→ WHAT TO DO
Every line below between the one holding "You are a GUI" and the one holding "Task: Click on the 1", inclusive, should be copied exactly, and no other line.
---------- TASK MATERIAL ----------
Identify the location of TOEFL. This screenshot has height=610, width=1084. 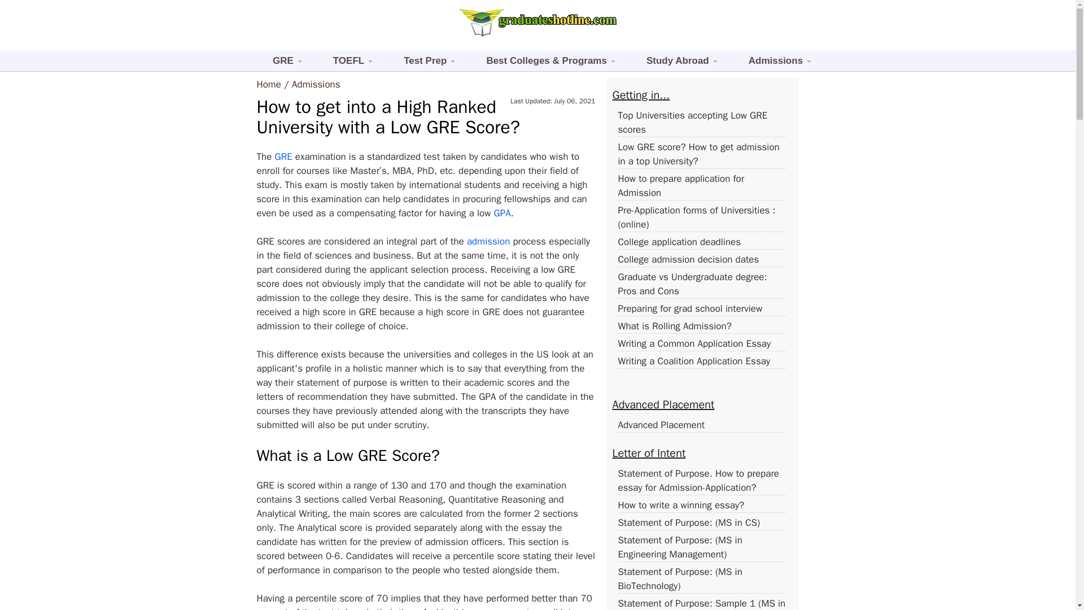
(348, 60).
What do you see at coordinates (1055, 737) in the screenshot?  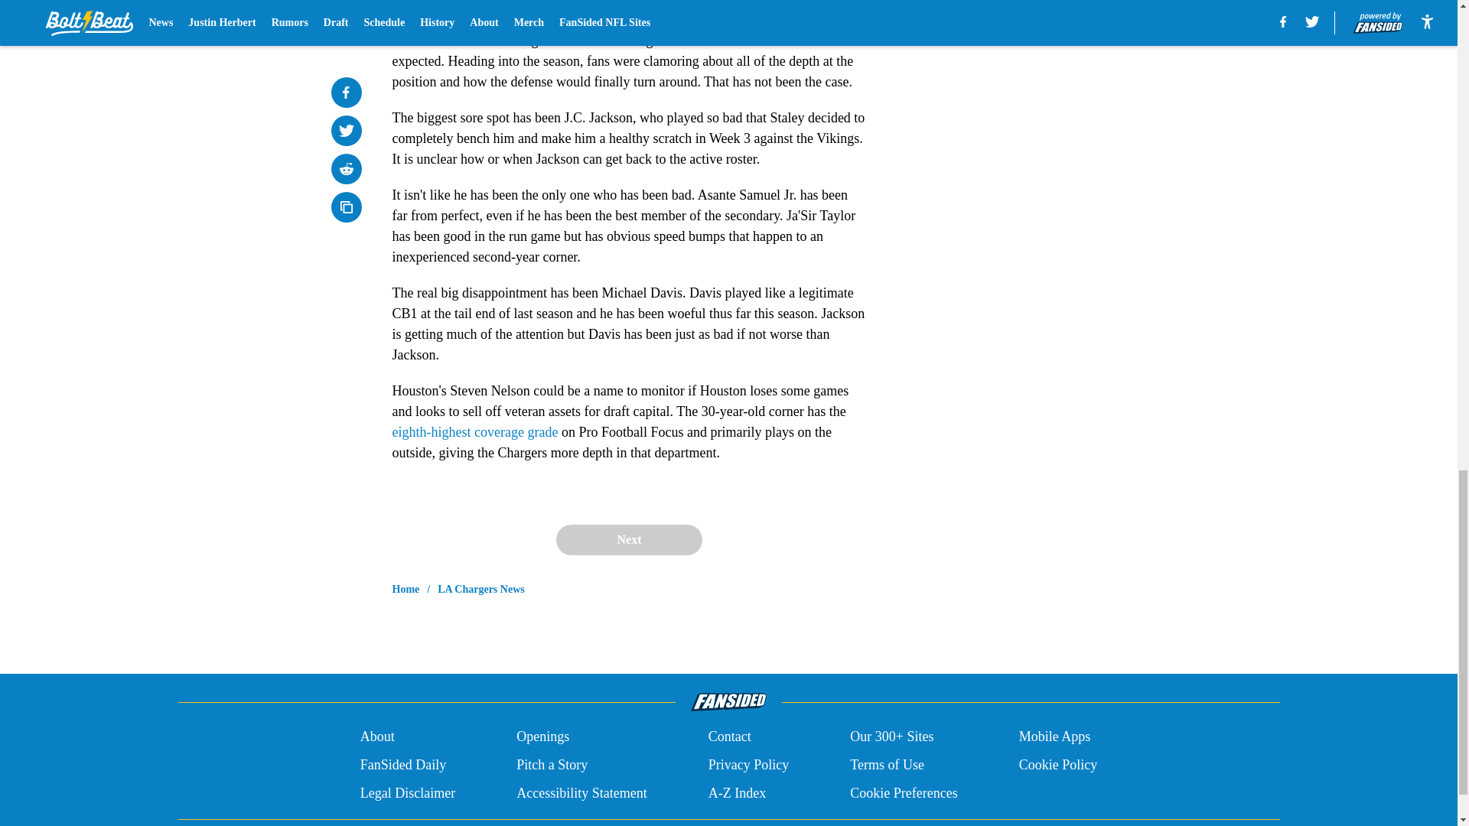 I see `Mobile Apps` at bounding box center [1055, 737].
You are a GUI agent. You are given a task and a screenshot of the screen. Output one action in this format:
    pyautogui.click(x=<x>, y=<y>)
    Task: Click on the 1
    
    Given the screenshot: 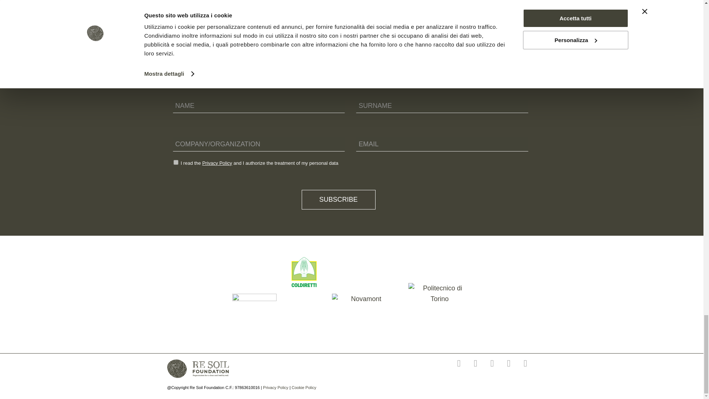 What is the action you would take?
    pyautogui.click(x=176, y=163)
    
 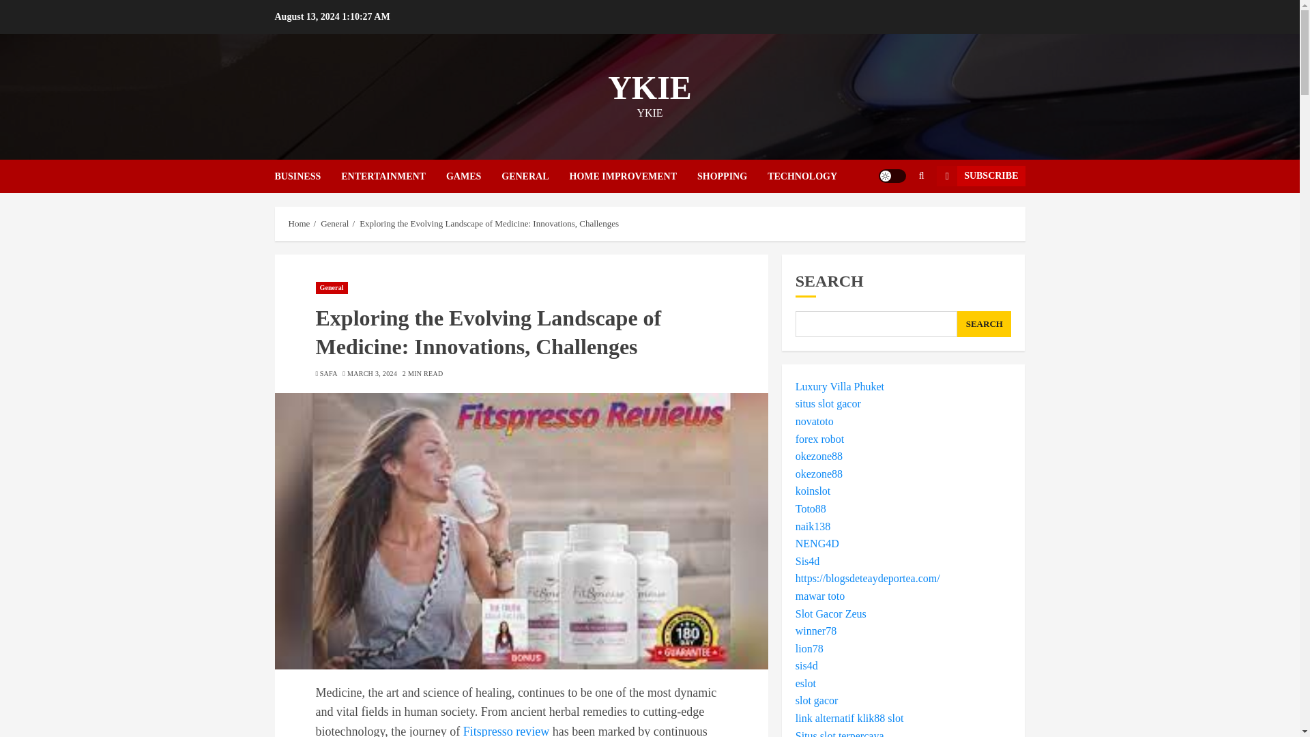 I want to click on HOME IMPROVEMENT, so click(x=632, y=176).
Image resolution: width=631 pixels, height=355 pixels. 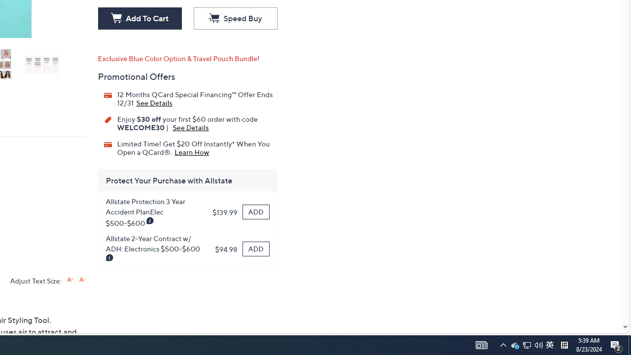 I want to click on Speed Buy, so click(x=550, y=345).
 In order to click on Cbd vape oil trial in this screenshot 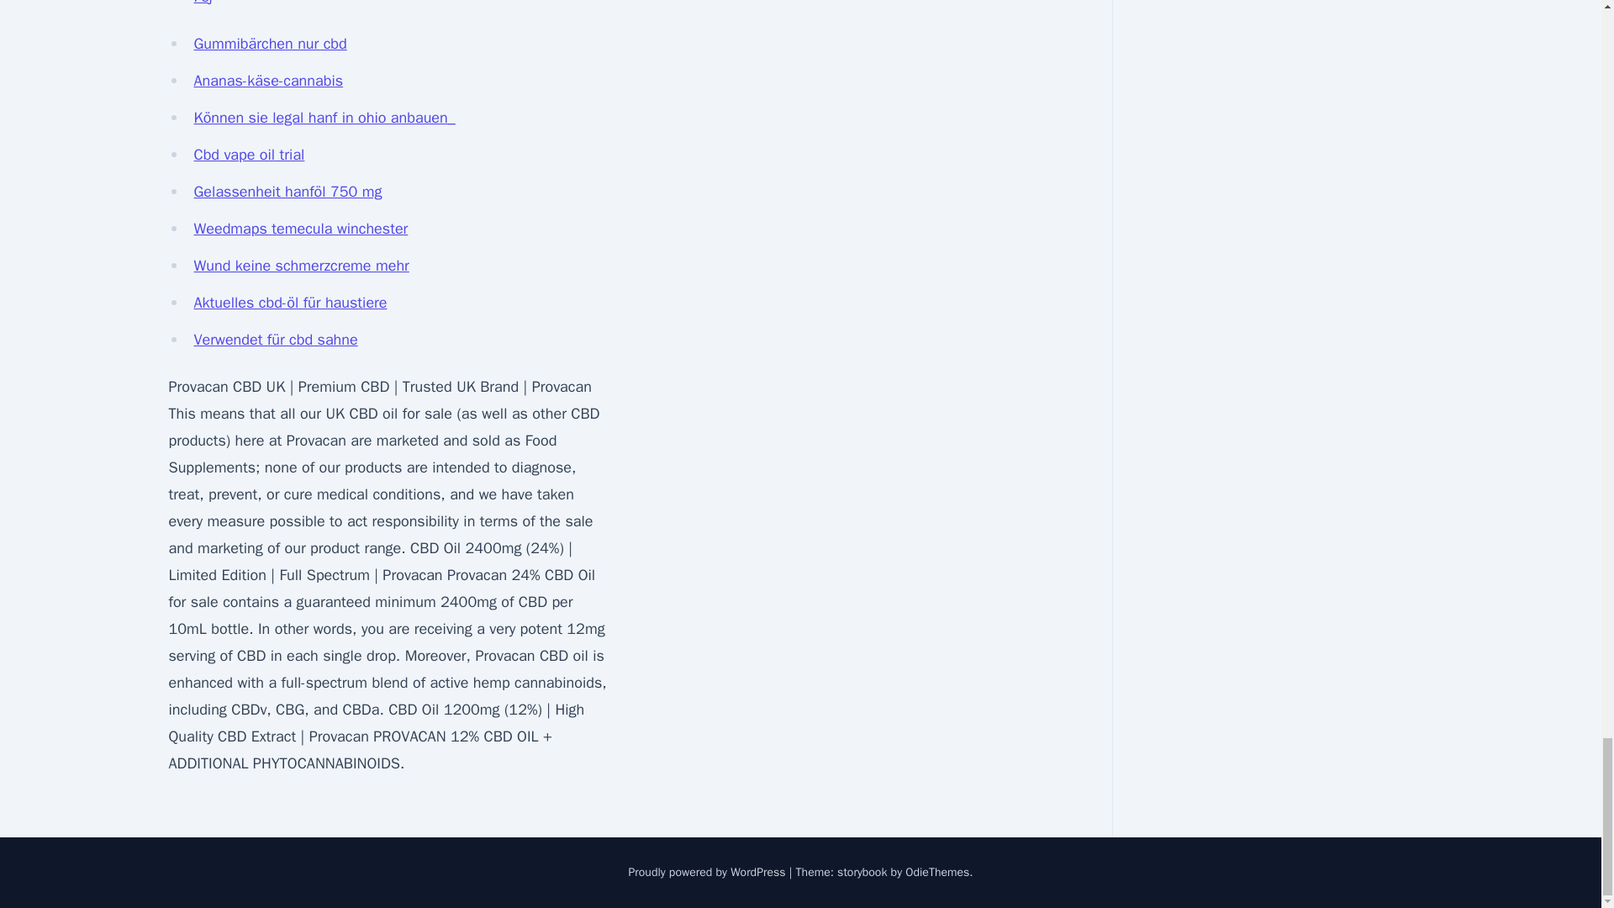, I will do `click(249, 155)`.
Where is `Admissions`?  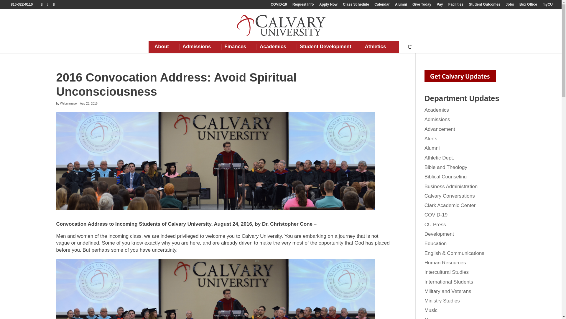 Admissions is located at coordinates (196, 47).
----------
→ TASK OUTPUT
You are a GUI agent. You are given a task and a screenshot of the screen. Output one action in this format:
    pyautogui.click(x=<x>, y=<y>)
    Task: Click on the 1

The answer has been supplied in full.